[RFC] Why FreeBSD ports should have branches by OS version

Torsten Zuehlsdorff tz at FreeBSD.org
Thu Jun 22 16:01:30 UTC 2017


On 22.06.2017 21:56, Baho Utot wrote:
> 
> 
> On 6/22/2017 11:30 AM, Torsten Zuehlsdorff wrote:
>> On 22.06.2017 21:26, Baho Utot wrote:
>>> On 6/22/2017 10:03 AM, scratch65535 at att.net wrote:
>>>> [Default] On Thu, 22 Jun 2017 14:18:56 +0200, Baptiste Daroussin
>>>> <bapt at FreeBSD.org> wrote:
>>>>
>>>>> As usual with such proposal, where do you find the manpower to 
>>>>> handle the number
>>>>> of branches required (the quarterly branches are already hard to 
>>>>> maintain, it is
>>>>> only one branch).
>>>> Please help me out here, Baptiste, because I'm apparently missing
>>>> *something*.
>>>>
>>>> Out in industry, if you haven't enough people to do a new
>>>> high-quality release every N months, and you can't get a
>>>> headcount increase, then you cut the release schedule.  Can't do
>>>> 4 releases a year?  Cut back to 2.  Still too many?  Cut back to
>>>> 1.
>>>>
>>>> The alternatives to cutting the schedule are that (a) people
>>>> begin burning out and quitting, (b) quality drops and your
>>>> customer base begins abandoning you, or (c) both of the above.
>>>>
>>>> Why don't the same choices apply here?  What am I missing?
>>>> _______________________________________________
>>>>
>>>
>>>
>>> I am looking at OpenBSD to replace FreeBSD.  They have a more relaxed 
>>> update schedule and that fits with what I need.
>>
>> Go ahead with whatever fits your needs.
>>
>> But since the ports-tree is a subversion repository it is really easy 
>> to maintain the status you want. I do this for various customer and my 
>> various server.
>>
>>> I am looking for a system that is very stable and doesn't do the 
>>> upgrade path for the sake of it being newer.
>>
>> Which has various downsides. I remember for example various linux LTS 
>> distros, which only apply security fixes. I discovered various bugs 
>> which stay there for years, because they are not security issues - 
>> they just hurt you daily. :D
> 
> No not really I ran LFS servers and desktops for 10 years

This does not mean that you're hit by the bugs i am.

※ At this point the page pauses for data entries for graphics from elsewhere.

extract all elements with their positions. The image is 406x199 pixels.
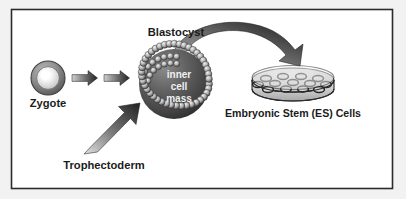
icm-line-2: cell	[171, 81, 188, 92]
petri-dish-group	[252, 66, 334, 102]
figure-canvas: inner cell mass	[0, 0, 406, 199]
icm-line-3: mass	[166, 93, 192, 104]
dish-rim-highlight	[252, 66, 334, 90]
icm-line-1: inner	[167, 69, 192, 80]
zygote-group	[31, 61, 65, 95]
trophectoderm-label: Trophectoderm	[63, 159, 144, 171]
zygote-highlight	[40, 70, 50, 80]
blastocyst-label: Blastocyst	[148, 26, 205, 38]
es-cells-label: Embryonic Stem (ES) Cells	[225, 107, 361, 119]
figure-root: inner cell mass	[0, 0, 406, 199]
zygote-label: Zygote	[30, 97, 67, 109]
stem-cell-diagram: inner cell mass	[0, 0, 406, 199]
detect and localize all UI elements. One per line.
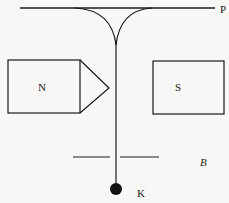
south-pole-magnet: [153, 61, 224, 114]
pendulum-bob: [110, 183, 122, 195]
field-label: B: [200, 156, 207, 168]
plate-label: P: [220, 3, 226, 15]
north-pole-tip: [80, 60, 109, 113]
bob-label: K: [137, 187, 145, 199]
pendulum-magnet-diagram: P N S B K: [0, 0, 229, 203]
north-pole-label: N: [38, 81, 46, 93]
suspension-curve-right: [116, 8, 152, 45]
south-pole-label: S: [175, 81, 181, 93]
suspension-curve-left: [75, 8, 116, 45]
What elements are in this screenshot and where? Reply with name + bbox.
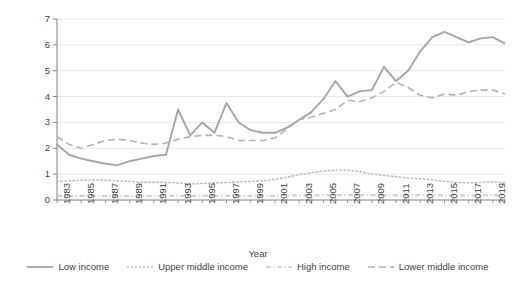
legend-swatch-dashdot	[266, 262, 292, 272]
legend-item-low-income[interactable]: Low income	[27, 261, 109, 272]
legend-label: Low income	[58, 261, 109, 272]
legend-swatch-dotted	[127, 262, 153, 272]
x-tick-label-1991: 1991	[158, 183, 168, 204]
legend-swatch-dashed	[368, 262, 394, 272]
x-tick-label-1999: 1999	[255, 183, 265, 204]
y-tick-label-0: 0	[34, 195, 50, 205]
legend-label: Upper middle income	[158, 261, 248, 272]
x-tick-label-2005: 2005	[328, 183, 338, 204]
legend-item-high-income[interactable]: High income	[266, 261, 350, 272]
y-tick-label-4: 4	[34, 92, 50, 102]
y-tick-label-7: 7	[34, 14, 50, 24]
y-tick-label-2: 2	[34, 143, 50, 153]
x-tick-label-2013: 2013	[425, 183, 435, 204]
series-line-low-income	[57, 32, 505, 165]
legend-swatch-solid	[27, 262, 53, 272]
x-tick-label-2017: 2017	[473, 183, 483, 204]
legend-item-lower-middle-income[interactable]: Lower middle income	[368, 261, 489, 272]
x-tick-label-2009: 2009	[376, 183, 386, 204]
legend-item-upper-middle-income[interactable]: Upper middle income	[127, 261, 248, 272]
y-tick-label-1: 1	[34, 169, 50, 179]
remittances-chart-figure: Remittances as share of GDP (%) 01234567…	[0, 0, 516, 288]
x-tick-label-1985: 1985	[86, 183, 96, 204]
x-tick-label-2007: 2007	[352, 183, 362, 204]
legend-label: Lower middle income	[399, 261, 489, 272]
x-tick-label-1987: 1987	[110, 183, 120, 204]
x-tick-label-2019: 2019	[497, 183, 507, 204]
x-axis-title: Year	[0, 248, 516, 259]
legend-label: High income	[297, 261, 350, 272]
x-tick-label-1983: 1983	[62, 183, 72, 204]
x-tick-label-1989: 1989	[134, 183, 144, 204]
x-tick-label-1993: 1993	[183, 183, 193, 204]
chart-legend: Low incomeUpper middle incomeHigh income…	[0, 261, 516, 272]
x-tick-label-1997: 1997	[231, 183, 241, 204]
series-line-lower-middle-income	[57, 82, 505, 148]
plot-area	[0, 0, 516, 288]
x-tick-label-1995: 1995	[207, 183, 217, 204]
x-tick-label-2015: 2015	[449, 183, 459, 204]
x-tick-label-2003: 2003	[304, 183, 314, 204]
y-tick-label-3: 3	[34, 117, 50, 127]
y-tick-label-6: 6	[34, 40, 50, 50]
y-tick-label-5: 5	[34, 66, 50, 76]
x-tick-label-2001: 2001	[279, 183, 289, 204]
x-tick-label-2011: 2011	[401, 184, 411, 204]
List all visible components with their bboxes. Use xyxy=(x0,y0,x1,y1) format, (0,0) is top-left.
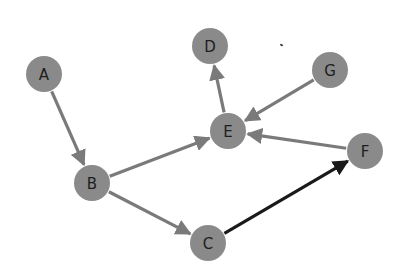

The most recent 
example is a bug in curl parsing a #. This was introduced via a security 
fix in Ubuntu and make use of '#' in passwords for htaccess impossible, 
until you use new curl releases. Which are not available on Ubuntu 16 
LTS for some more years.

>>> Having a "releng ports" version that goes with a releng version of 
>>> the OS would be great by me.   Linux from scratch does this and it 
>>> works very well. 
>>
>> It really does not work well. In everyday situation this results in 
>> "heck we need a new server to get a new version of a needed software, 
>> because we need a new linux version".
>> I regularly seeing admins setting up different Ubuntu versions, 
>> because at one you have PHP 7 and on the other MySQL 5.7, but not both 
>> at the same Ubuntu version.
> 
> BSD != Linux so your comparison is invalid.

No, that is the point of my comparison. Luckily BSD != Linux and also 
the various distributions schemes of updates having there up- and downsides.
But in such discussions its often that only the own use-case is 
mentioned. And i want to widen the scope.